What is an appropriate test to see if there is a relationship between two things, where one of them is itself obtained by averaging human rankings.
As an example, there are good and bad bottles of wine. The company scientist has found a possible objective measure of the quality of the wine. To validate this measure, gather 100 different bottles, and ask 10 people to rate each bottle on a 1-5 scale. Then average the ratiings, so each bottle has a single average score A. It also has an objective score B given by the scientist's measure, which is on a continuous scale.
One could do correlation between A,B across the 100 bottles, or alternately gather some of the highly human-rated wines in group A1, some low-rated wines in group A2, and then do a t-test of difference of means of the scientist measure on groups A1 vs A2.
But neither of these take into account the fact that the ratings A were themselves obtained by averaging, which has its own variance.

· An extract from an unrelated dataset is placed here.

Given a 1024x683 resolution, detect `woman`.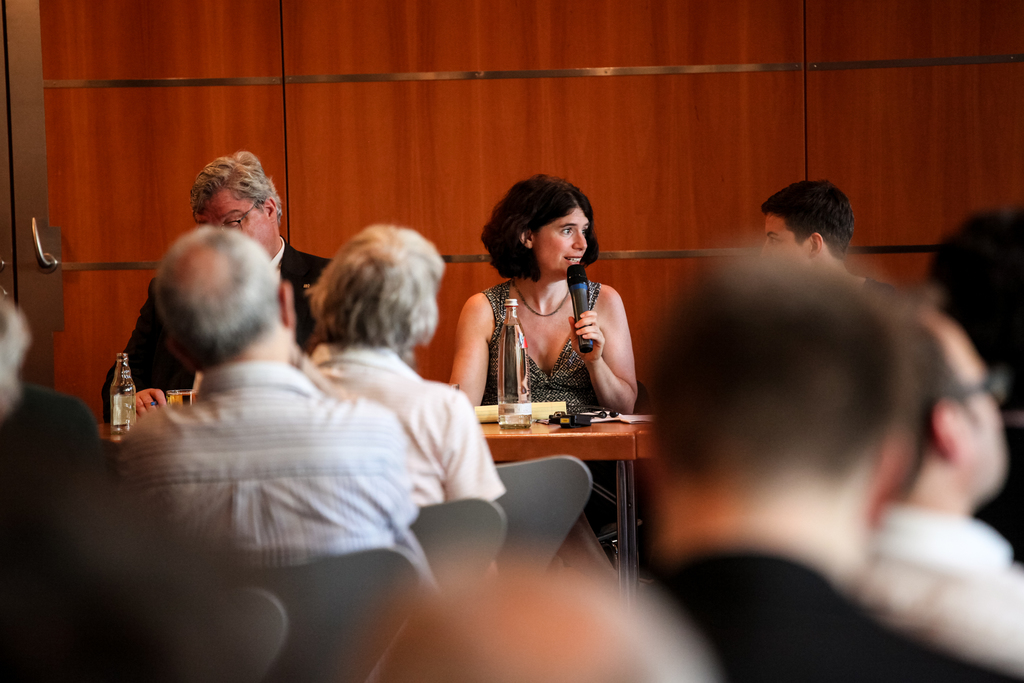
region(447, 176, 643, 459).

(To explain the question further, suppose the wine bottles were rated on a 1-1000 scale rather than a 1-5 scale. Consider two bottles, one has ratings of between 498 and 502 with an average rating of 500, and the second has an average rating of 520 with similar small variance. The objective measure also gives the second bottle a higher score, so this example is weak support for a relationship. But now suppose that the ratings of the first bottle ranged from 1 to 1000, with an average of 500, and the ratings of the second also had huge variance. In this case the difference in means seems accidental, and this pair of (A,B) should provide less support for the proposed relationship)
How to account for this?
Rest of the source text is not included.